Software engineers hold that a program, left alone and never touched, will eventually exhibit some evidence of failure. They refer to this common phenomenon as BitRot, an exceedingly handy term and concept, since it describes the otherwise inexplicable. It serves as a placeholder for understanding and also as a reminder that an explanation does not always prove necessary to fix an error. BitRot serves as acceptance that a problem exists without ascribing specific blame for its emergence. Sometimes, things just fall apart without a discernible cause. Blame entropy if you must, but accept the difficulty and fix it if you can.

HomeMaking encounters plenty of BitRot in its normal routine.
Much of HomeMaking involves pre-emptive maintenance so as to forestall BitRot. One might periodically wash a home's exterior siding to stave off BitRot paint. Periodically hosing down a sidewalk can prevent weeds from overtaking it and producing cracks. Nobody ever sees the BitRot avoided, and, indeed, avoidance strategies tend to become ritualistic, since they focus upon preventing an effect by co-opting a cause that hasn't happened yet. I occasionally restart my laptop in the probably misguided belief that this might realign everything and thereby prevent some serious failure. My belief might even be based upon some shred of fact, though it's likely a thin one.

BitRot tends to occur in under-appreciated critical components: the proverbial horseshoe nail, the sudden absence of which decides who loses a critical battle; a system I was unaware my entire existence relied upon until it failed. Nobody ever packs the wrench necessary to repair these sorts of system failures. Experience tends to be useless for resolving them. Even one's ability to diagnose that a problem exists might be limited by the absolute rarity of its occurrence. Who knows? Nobody knew, or, almost nobody. Seeking advice usually attracts the odd special topic expert and a troll of two, either of which might offer the least helpful suggestions, those which focus upon what should have been done in the past to avoid the reported failure. Post Hoc Wisdom helps nobody but its provider, and it only tends to inflate their already dangerously inflated ego. It might have been subtly intended to prove the seeker stupid. Anyone seeking BitRot advice should prepare for incoming insults seemingly intended to complicate their injury and the problem.

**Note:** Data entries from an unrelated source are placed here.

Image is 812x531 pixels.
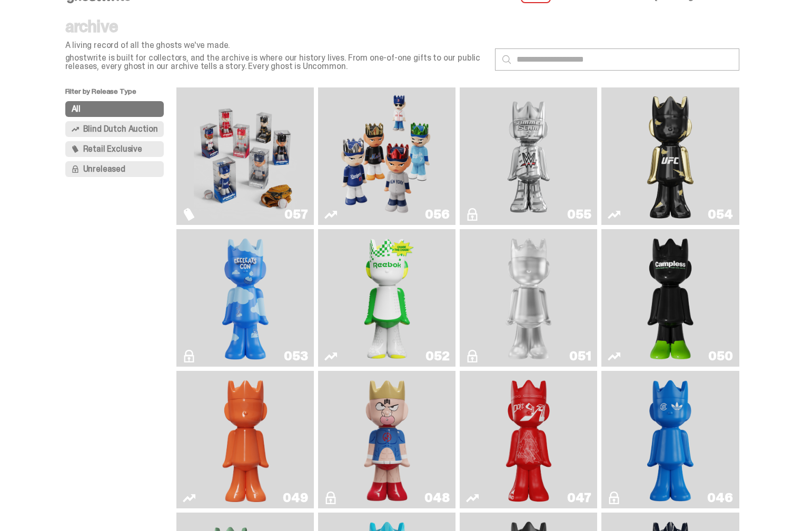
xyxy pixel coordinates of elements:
a: Game Face (2025) [183,92,307,221]
div: 051 [569,350,591,362]
span: Blind Dutch Auction [83,125,158,133]
img: Campless [643,234,698,362]
p: ghostwrite is built for collectors, and the archive is where our history lives. From one-of-one g... [66,54,486,70]
div: 056 [425,208,449,221]
img: Game Face (2025) [194,92,297,221]
button: Blind Dutch Auction [66,121,165,137]
div: 046 [707,491,732,504]
img: ghooooost [217,234,273,362]
p: A living record of all the ghosts we've made. [66,41,486,49]
img: Ruby [643,92,698,221]
a: I Was There SummerSlam [466,92,591,221]
div: 054 [708,208,732,221]
span: Retail Exclusive [83,145,142,153]
a: Game Face (2025) [324,92,449,221]
div: 048 [424,491,449,504]
a: LLLoyalty [466,234,591,362]
a: Schrödinger's ghost: Orange Vibe [183,375,307,504]
a: ComplexCon HK [608,375,732,504]
div: 050 [708,350,732,362]
img: LLLoyalty [501,234,557,362]
img: Court Victory [359,234,415,362]
img: Kinnikuman [359,375,415,504]
button: All [66,101,165,117]
div: 057 [284,208,307,221]
img: Game Face (2025) [335,92,438,221]
div: 055 [567,208,591,221]
img: Schrödinger's ghost: Orange Vibe [217,375,273,504]
button: Retail Exclusive [66,141,165,157]
span: All [72,105,81,113]
img: Skip [501,375,557,504]
img: I Was There SummerSlam [477,92,580,221]
span: Unreleased [83,165,125,174]
a: Campless [608,234,732,362]
a: Court Victory [324,234,449,362]
a: Skip [466,375,591,504]
div: 052 [425,350,449,362]
div: 047 [567,491,591,504]
div: 049 [283,491,307,504]
a: Ruby [608,92,732,221]
p: archive [66,18,486,35]
button: Unreleased [66,161,165,177]
a: ghooooost [183,234,307,362]
a: Kinnikuman [324,375,449,504]
div: 053 [284,350,307,362]
img: ComplexCon HK [643,375,698,504]
p: Filter by Release Type [66,87,177,101]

Resolution will require learning something, and something in a field the homemaker only rarely finds very interesting. When my blog software breaks, I experience a little entertainment when I'm describing the problem, written exclusively in allegory and inevitably describing in ways the help desk jockey or user forum reader will find offensive. I do not know the formal terms and so cannot make essential distinctions between, for instance, files and pages. Some troll will pounce on my inadvertent and inevitable error to chew a bite out of my ego, or try to. Even helpful advice can seem damned threatening. I'm wounded and bleeding out while my possible benefactors critique my grammar. BitRot makes for strange and unwanted bedfellows. Heaven help anyone reporting an interesting or unusual instance, for it might spark a passionate discussion filled with apparent irrelevance, largely intended to demonstrate how much smarter someone is.

Nothing falls apart simply because I'm stupid. I might well be stupid and have certainly shown how stupid I can be on a vast number of prior occasions, but my blog software did not fail due to my stupidity, and if it did, my acceptance of this fact will very likely not make it come back to operating normally. BitRot is first a mystery. It likely has no perpetrator. Its root cause is always entropy, a natural process which cannot be successfully avoided forever. It demands patience precisely when frustration might be peaking. It benefits from a light heart, even when the heart seems to be sinking. One day, the help desk might respond and shed some light on a possible resolution. Until then, my blog's dead in the water.